Problem statement: Every record below should be retyped exactly, and no picture should appear in the copy.

Study material:
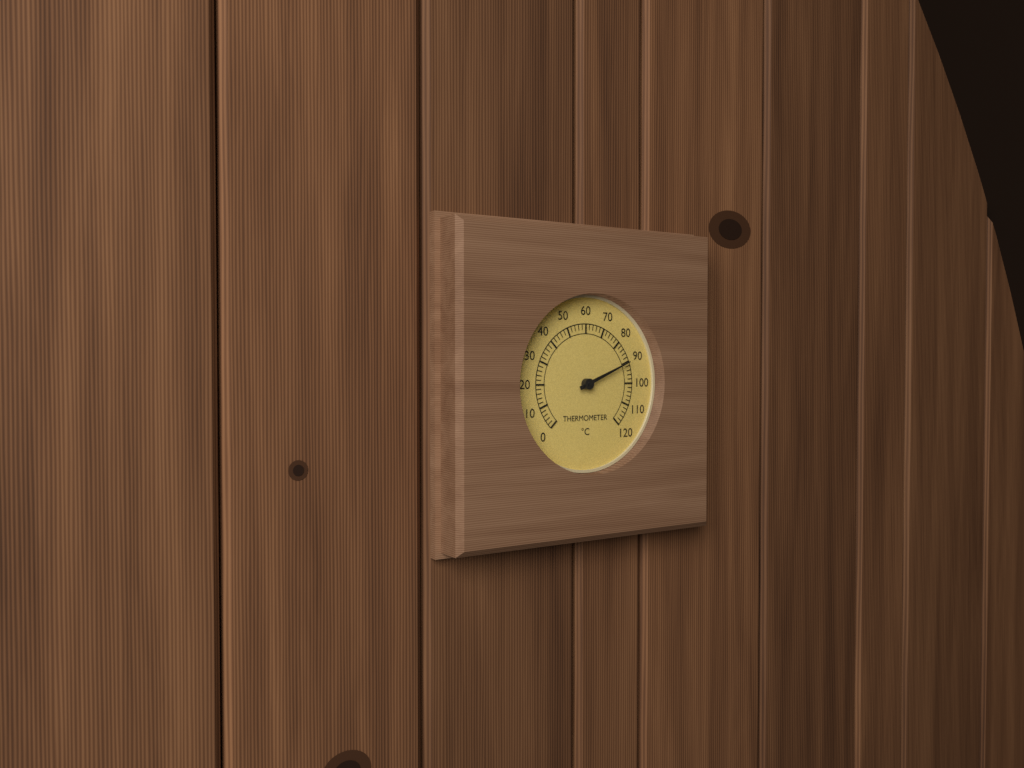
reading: 90 °C
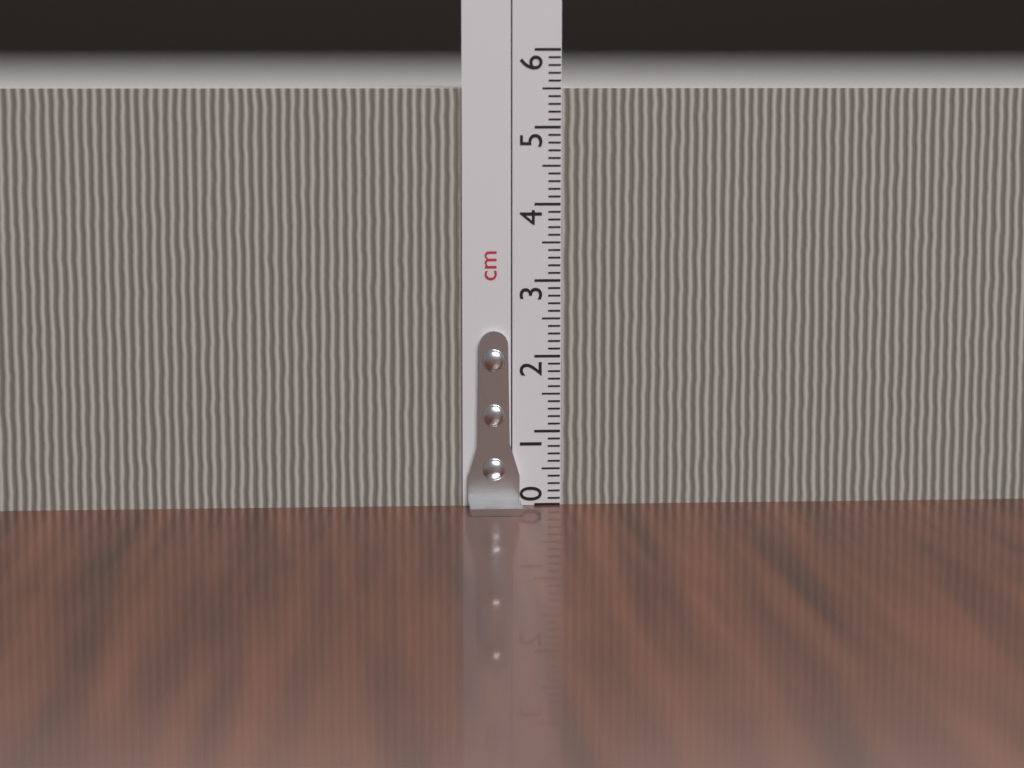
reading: 5.5 cm
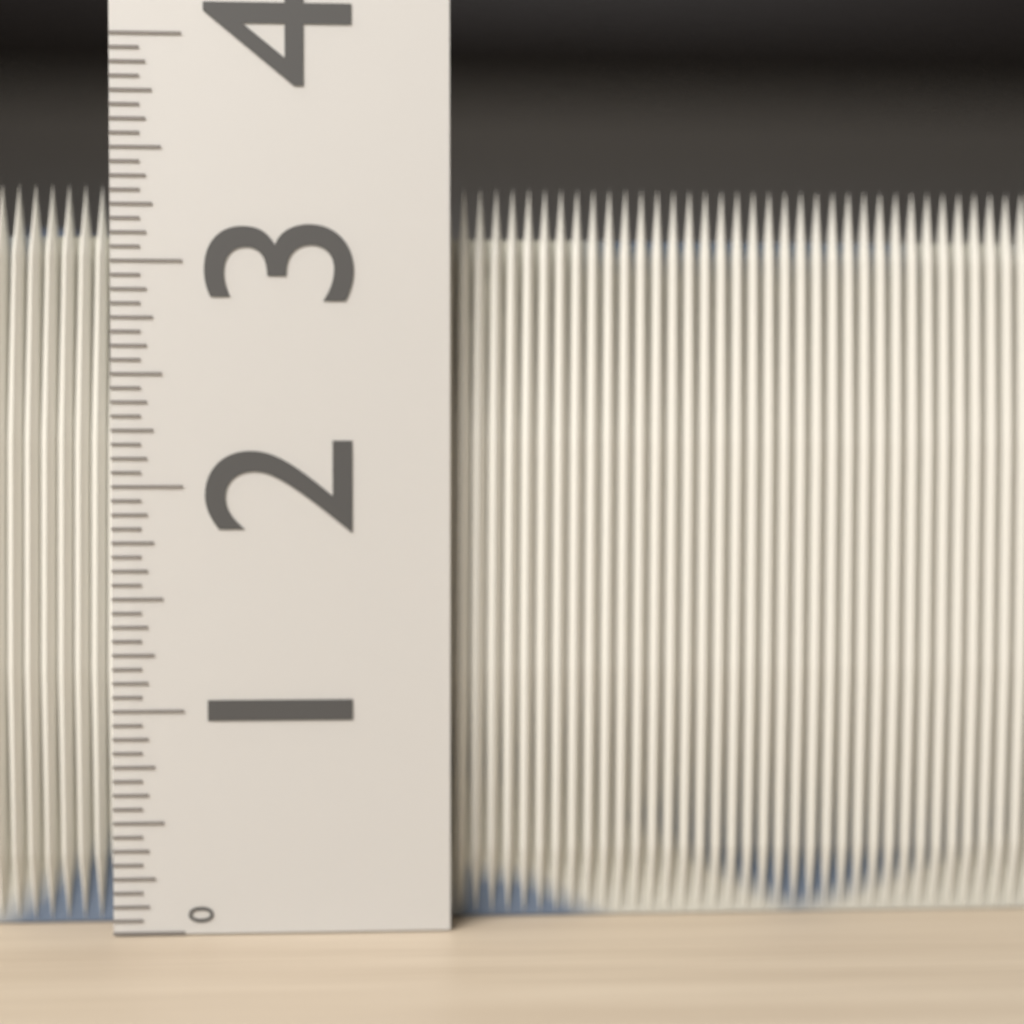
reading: 3.3750 (no unit)
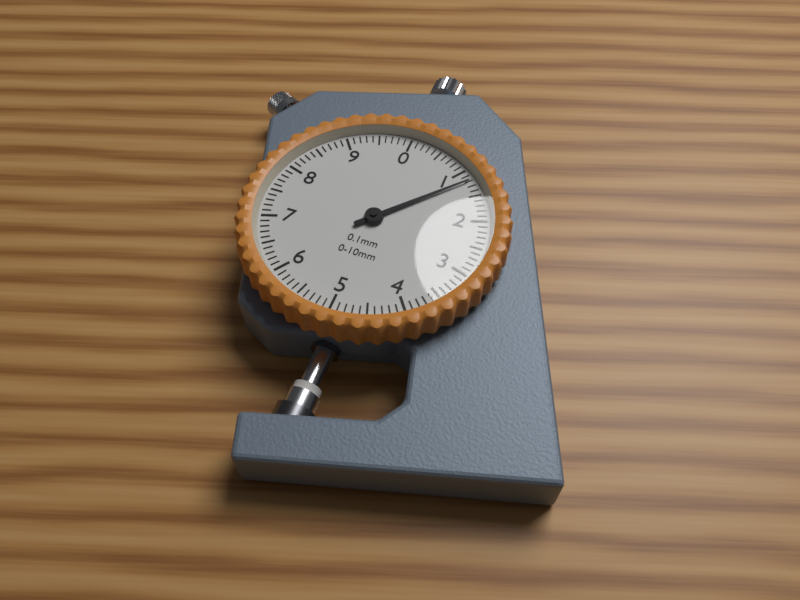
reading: 1.2 mm
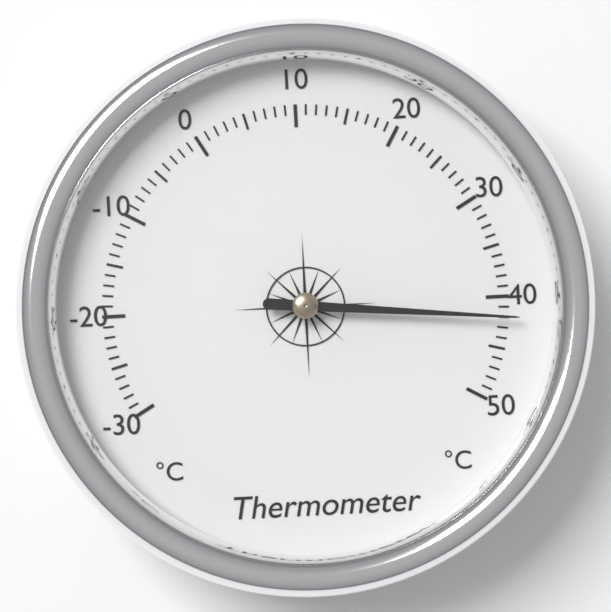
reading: 42 °C
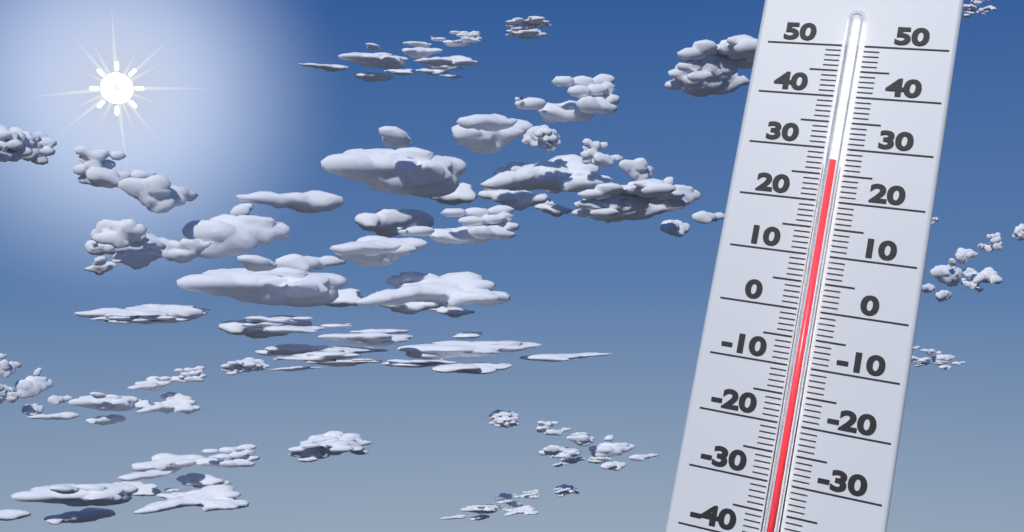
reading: 27 (no unit)
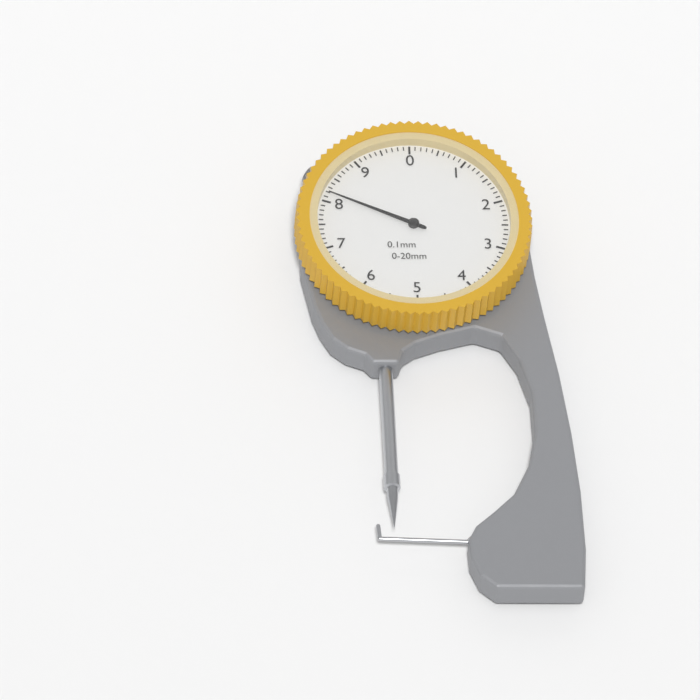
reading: 8.2 mm
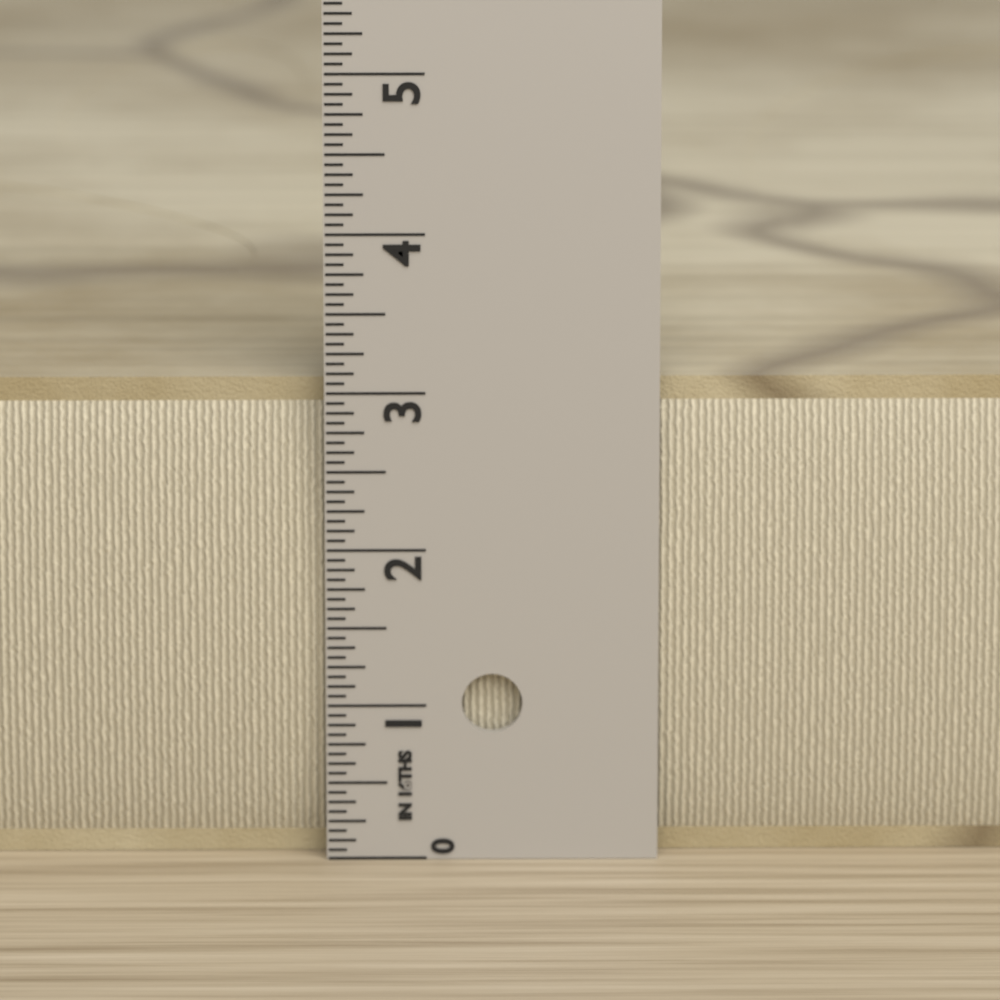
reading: 3.0625 in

Solution:
reading: 90 °C
reading: 5.5 cm
reading: 3.3750 (no unit)
reading: 1.2 mm
reading: 42 °C
reading: 27 (no unit)
reading: 8.2 mm
reading: 3.0625 in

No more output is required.